Pathology & Pathologizing

The study of illness. Pathologizing frames traits or experiences as disordered, useful for illness, harmful when applied to identity.
Illustration of a brain beside a clipboard with a checklist, representing pathology and the medical evaluation of mental or neurological traits.

Pathology refers to the study or identification of disease, illness, or dysfunction within the body or mind.

To pathologize is the act of interpreting a trait, behavior, or experience through a medical lens—understanding it as a sign of illness, disorder, or impairment that may require treatment or intervention.

Pathologizing itself is not inherently harmful. Within the medical model, it is often essential. When you go to an annual physical, you want a clinician to pathologize— to notice patterns that signal illness, name what isn’t functioning well, and intervene early. In this context, identifying pathology is often how care and healing begin.

In neurodivergent contexts, the concern is usually about what is being pathologized. Neurodiversity-informed frameworks try to be specific about whether we’re naming a source of suffering that needs support, or treating neurological difference itself as the problem. Problems arise when Autistic or ADHD ways of sensing, thinking, communicating, or relating are framed as deficits to be fixed, rather than as natural variations that can include both strengths and vulnerabilities.

A neurodiversity-affirming approach does not require rejecting pathology altogether. Instead, it asks for precision—clarity about what is being pathologized, why, and whether the source of suffering lives in the body, the environment, or the interaction between the two.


## Problem statement
Please find every line in the records below that contains the word "curve", and copy it.

*** Material for the task ***

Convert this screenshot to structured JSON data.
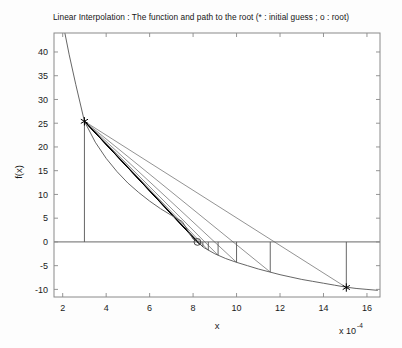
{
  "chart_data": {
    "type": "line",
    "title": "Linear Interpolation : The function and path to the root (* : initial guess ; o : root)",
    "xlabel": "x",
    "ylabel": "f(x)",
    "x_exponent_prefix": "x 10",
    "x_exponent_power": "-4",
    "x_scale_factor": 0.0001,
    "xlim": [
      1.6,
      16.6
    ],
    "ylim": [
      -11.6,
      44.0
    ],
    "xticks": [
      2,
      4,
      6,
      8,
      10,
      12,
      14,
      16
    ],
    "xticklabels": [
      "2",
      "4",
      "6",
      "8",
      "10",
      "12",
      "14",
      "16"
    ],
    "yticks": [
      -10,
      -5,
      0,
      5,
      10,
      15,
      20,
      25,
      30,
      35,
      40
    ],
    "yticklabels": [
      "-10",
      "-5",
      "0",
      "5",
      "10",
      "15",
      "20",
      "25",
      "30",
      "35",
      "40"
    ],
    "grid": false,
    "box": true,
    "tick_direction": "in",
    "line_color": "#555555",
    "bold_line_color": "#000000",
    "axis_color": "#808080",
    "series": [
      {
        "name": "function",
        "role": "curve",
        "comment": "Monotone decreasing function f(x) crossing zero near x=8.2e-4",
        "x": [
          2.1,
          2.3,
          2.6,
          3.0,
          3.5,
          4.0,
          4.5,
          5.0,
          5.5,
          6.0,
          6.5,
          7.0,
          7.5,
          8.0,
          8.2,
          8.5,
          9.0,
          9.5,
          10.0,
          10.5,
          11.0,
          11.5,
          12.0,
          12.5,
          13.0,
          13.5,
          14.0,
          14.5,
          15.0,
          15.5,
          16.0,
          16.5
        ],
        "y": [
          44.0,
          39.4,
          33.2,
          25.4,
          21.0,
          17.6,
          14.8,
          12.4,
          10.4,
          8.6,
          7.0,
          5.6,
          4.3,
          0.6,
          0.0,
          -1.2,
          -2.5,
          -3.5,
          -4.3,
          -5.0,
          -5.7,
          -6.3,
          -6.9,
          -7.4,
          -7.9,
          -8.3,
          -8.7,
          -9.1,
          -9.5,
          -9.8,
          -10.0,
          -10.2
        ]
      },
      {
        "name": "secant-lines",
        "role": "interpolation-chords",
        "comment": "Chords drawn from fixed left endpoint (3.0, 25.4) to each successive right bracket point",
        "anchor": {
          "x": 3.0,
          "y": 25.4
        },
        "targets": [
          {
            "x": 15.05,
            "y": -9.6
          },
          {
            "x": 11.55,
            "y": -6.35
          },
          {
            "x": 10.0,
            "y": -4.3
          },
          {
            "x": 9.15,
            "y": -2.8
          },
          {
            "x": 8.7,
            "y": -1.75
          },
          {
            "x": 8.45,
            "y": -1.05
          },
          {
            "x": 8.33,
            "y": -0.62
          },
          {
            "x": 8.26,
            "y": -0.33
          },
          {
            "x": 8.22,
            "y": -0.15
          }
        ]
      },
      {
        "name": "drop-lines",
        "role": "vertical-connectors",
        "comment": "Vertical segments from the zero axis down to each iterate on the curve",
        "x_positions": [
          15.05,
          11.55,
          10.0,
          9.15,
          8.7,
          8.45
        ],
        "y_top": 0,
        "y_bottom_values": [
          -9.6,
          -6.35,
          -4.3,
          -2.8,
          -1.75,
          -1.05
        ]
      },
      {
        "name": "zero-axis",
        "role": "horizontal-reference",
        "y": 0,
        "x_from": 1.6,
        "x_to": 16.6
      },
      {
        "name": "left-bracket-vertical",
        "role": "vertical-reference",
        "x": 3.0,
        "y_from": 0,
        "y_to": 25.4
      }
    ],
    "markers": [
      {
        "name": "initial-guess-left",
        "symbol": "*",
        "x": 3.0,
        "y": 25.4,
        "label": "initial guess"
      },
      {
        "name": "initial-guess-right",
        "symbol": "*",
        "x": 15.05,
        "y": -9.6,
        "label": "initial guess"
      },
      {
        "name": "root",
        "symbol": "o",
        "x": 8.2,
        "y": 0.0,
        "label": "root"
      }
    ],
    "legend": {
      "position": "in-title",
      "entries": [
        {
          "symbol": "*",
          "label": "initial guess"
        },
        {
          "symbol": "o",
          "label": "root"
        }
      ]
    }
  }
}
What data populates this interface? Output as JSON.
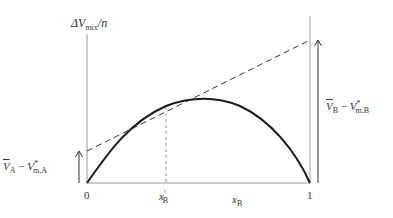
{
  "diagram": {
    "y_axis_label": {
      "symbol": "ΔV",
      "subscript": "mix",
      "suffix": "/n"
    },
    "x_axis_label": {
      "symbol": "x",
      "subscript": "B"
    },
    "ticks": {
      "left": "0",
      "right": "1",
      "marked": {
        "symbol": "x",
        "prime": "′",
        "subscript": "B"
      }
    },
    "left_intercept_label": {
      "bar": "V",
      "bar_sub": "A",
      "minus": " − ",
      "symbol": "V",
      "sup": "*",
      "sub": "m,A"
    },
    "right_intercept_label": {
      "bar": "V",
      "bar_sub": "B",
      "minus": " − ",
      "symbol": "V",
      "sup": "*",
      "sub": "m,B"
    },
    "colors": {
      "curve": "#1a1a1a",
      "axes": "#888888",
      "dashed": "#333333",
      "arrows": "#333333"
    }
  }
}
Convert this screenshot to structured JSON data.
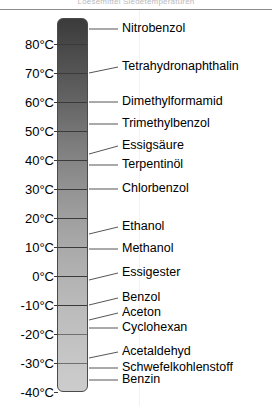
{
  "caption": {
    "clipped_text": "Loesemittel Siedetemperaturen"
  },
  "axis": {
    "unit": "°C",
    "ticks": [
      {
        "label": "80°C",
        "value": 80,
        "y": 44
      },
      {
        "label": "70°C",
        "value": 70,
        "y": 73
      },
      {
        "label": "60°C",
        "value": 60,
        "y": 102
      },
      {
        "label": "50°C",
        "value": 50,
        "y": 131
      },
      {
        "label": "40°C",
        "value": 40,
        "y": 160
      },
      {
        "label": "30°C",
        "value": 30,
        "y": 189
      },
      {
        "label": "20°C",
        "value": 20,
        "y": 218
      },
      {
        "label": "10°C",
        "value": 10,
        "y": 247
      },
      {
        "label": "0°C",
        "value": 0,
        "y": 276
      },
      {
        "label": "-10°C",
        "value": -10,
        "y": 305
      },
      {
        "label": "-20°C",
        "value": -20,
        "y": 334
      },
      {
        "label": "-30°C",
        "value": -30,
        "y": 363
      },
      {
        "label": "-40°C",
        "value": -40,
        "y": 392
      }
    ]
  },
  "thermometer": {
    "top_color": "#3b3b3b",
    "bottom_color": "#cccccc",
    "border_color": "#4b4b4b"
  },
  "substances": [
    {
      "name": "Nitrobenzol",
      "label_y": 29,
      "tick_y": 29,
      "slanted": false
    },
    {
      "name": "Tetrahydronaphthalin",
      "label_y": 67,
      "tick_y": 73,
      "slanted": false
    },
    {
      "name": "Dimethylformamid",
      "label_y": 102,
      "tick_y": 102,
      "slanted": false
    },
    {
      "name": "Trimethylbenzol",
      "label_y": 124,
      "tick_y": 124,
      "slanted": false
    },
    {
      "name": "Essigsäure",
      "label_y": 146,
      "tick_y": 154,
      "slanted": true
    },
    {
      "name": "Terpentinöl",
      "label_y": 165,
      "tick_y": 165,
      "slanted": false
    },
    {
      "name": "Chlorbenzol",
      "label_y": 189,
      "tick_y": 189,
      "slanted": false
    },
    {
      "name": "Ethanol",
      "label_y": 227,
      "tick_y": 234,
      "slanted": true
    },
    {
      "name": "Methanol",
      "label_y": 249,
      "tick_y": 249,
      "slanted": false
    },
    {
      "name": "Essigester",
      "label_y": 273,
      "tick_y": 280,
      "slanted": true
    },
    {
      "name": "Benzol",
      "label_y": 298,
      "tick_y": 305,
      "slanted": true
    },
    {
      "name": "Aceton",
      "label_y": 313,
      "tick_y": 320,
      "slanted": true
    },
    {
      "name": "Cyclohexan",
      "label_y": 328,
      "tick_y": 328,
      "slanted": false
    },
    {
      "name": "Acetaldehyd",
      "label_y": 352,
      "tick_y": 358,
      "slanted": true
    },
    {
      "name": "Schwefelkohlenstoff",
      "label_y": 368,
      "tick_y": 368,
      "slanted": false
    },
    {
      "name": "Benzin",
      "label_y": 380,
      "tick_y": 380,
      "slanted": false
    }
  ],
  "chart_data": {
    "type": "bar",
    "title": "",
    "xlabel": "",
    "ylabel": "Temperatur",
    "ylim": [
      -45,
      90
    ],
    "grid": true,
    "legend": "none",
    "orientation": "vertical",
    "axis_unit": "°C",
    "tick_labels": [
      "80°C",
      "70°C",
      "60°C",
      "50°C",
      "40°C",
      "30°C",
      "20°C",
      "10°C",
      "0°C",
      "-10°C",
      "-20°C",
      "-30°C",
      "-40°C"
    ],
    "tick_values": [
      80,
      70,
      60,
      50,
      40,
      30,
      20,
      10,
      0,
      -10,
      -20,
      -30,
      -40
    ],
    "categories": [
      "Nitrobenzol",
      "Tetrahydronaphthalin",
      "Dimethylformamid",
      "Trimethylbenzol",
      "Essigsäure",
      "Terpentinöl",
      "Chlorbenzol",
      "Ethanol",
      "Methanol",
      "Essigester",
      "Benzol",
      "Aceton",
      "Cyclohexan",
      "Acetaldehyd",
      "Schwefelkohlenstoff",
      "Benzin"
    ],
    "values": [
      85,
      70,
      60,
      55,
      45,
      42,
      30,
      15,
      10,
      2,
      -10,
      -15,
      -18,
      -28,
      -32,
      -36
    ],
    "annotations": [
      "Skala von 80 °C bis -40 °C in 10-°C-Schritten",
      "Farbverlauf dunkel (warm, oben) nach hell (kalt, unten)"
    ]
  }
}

***

## Response to the exercise
        "role": "curve",
        "comment": "Vertical segments from the zero axis down to each iterate on the curve",
      "curve": "#1a1a1a",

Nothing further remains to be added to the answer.